Page 27 of On Brassard's Farm


  But I was getting worried for him. Around the first of January, he missed paying a bunch of bills and had to pay some late fees—not for want of liquid cash, just from forgetting to pay, or losing the envelopes. He left the dome light of his truck on one night, and it would have run the battery flat if I hadn’t come along to turn it off. Still, I didn’t become consciously aware of this overall drift until he came into the house and didn’t take off his boots, didn’t even stamp them clean, tracking slush through the kitchen and dining room.

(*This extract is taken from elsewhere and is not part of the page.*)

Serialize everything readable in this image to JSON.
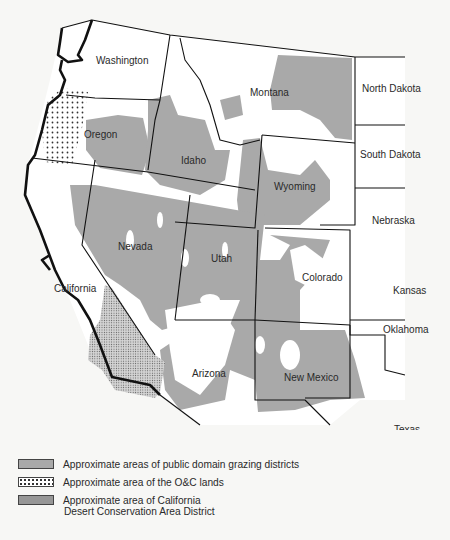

  Alzheimer’s? I wondered. Depression? Some other sickness?

  It was the latter, I discovered. One comparatively warm day—a good old-fashioned January thaw, Brassard said—I opened the cowshed door to the near paddock so they could get some sun and fresh air; they’d drift out on their own. Then I went to the upstairs of the old barn and threw hay bales down through a trapdoor into a utility room that also opened onto the paddock, so I could give the animals something to chew on out there. When I figured I had tossed enough, I took the stairs down and around and was surprised to find Brassard standing precariously on a short stepladder in one of the workshop rooms. He looked over at me as if startled by my appearance.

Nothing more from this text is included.